For the full background, adoption data and whether it's worth your time, read llms.txt: what it is and whether it's actually worth it. When you've published, validate it with the llms.txt checker — it resolves every link and scores the result.

FAQ

llms.txt, answered honestly

  • 01What is an llms.txt file?
    A plain-markdown file at your site root (yourdomain.com/llms.txt) that gives AI systems a curated index of your most useful pages. The spec is small: one H1 with your site name (the only required part), an optional one-line "> summary", then "## Section" headers listing links as - [Page](url): note. A companion /llms-full.txt can hold full page text.
  • 02Does llms.txt actually help me get cited by AI?
    There's no evidence that it does, and we'd rather say so than sell you something. Google's docs say you don't need any AI-specific file to appear in AI features, and John Mueller said in June 2025 that "no AI system currently uses llms.txt" — an informal comment rather than documented policy, but nobody has since documented the opposite. What it is: a recognized convention that some IDE assistants and custom agents read, and Chrome's Lighthouse 13.3 ships an agentic-browsing audit that validates its format. Treat it as cheap hygiene, not a growth lever. If you want the thing that genuinely affects whether AI can use your site, that's crawler access and rendering — our AI Crawler Checker covers it.
  • 03How does this differ from typing the file by hand?
    Speed and accuracy on the boring part.

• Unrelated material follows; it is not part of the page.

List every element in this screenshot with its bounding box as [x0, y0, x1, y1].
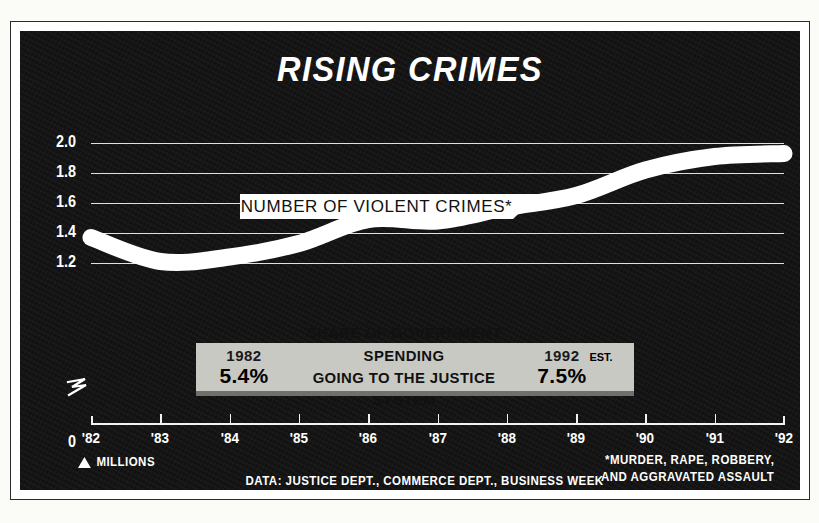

Hand-writing means finding every URL, copying titles, and keeping it current. This reads your sitemap, pulls the real titles and meta descriptions from the live pages, and groups them into sections automatically. The curation judgment is still yours — that's why the output is editable text rather than something we publish for you. If you'd rather build it link by link, the manual builder on the checker page does exactly that.
  • 04Why did it leave out some of my pages?
    By design, and it tells you what it dropped. llms.txt is meant to be a curated index, not a sitemap dump, so we cap at 50 pages and spread them across sections rather than letting one section dominate. We also skip pages that don't belong in an AI index — login and account flows, carts and checkouts, tag and category archives, pagination stubs — and skip localized duplicates like /fr/ and /de/, since they're translations of pages already listed. Anything a site disallows in robots.txt is skipped too.
  • 05Do you respect robots.txt when fetching my pages?
    Yes, and it would be indefensible not to — we also publish a tool that audits crawler access. We parse your robots.txt with Google's precedence rules and skip any URL it disallows, then report how many we skipped. Our fetcher identifies itself as GeoToolboxLlmsTxtGenerator with a link back to this page.
  • 06What is llms-full.txt, and should I publish one?
    It's the companion file holding actual page text rather than just links, so an agent can read your content without fetching every page. Tick the box and we'll build one, at a lower page count since it's much heavier. Whether to publish it is a judgment call: it's useful for documentation sites where you want assistants working from your real text, and mostly pointless for a marketing site whose pages are already fast to fetch.
  • 07Is there a page limit, and is it really free?
    50 pages for llms.txt, 20 for llms-full.txt, and there's a 45-second time budget on very large sites. Free with no sign-up and no email wall. There's no LLM or paid API behind this — it's your sitemap plus some page fetches — so there's nothing for us to meter.

llms.txt is one optional file. Can AI agents reach the rest of your site?

The AI Crawler Checker shows which of 34 AI crawlers — GPTBot, ClaudeBot, PerplexityBot — your robots.txt allows or blocks, with the exact line to fix. That one actually moves the needle. Free.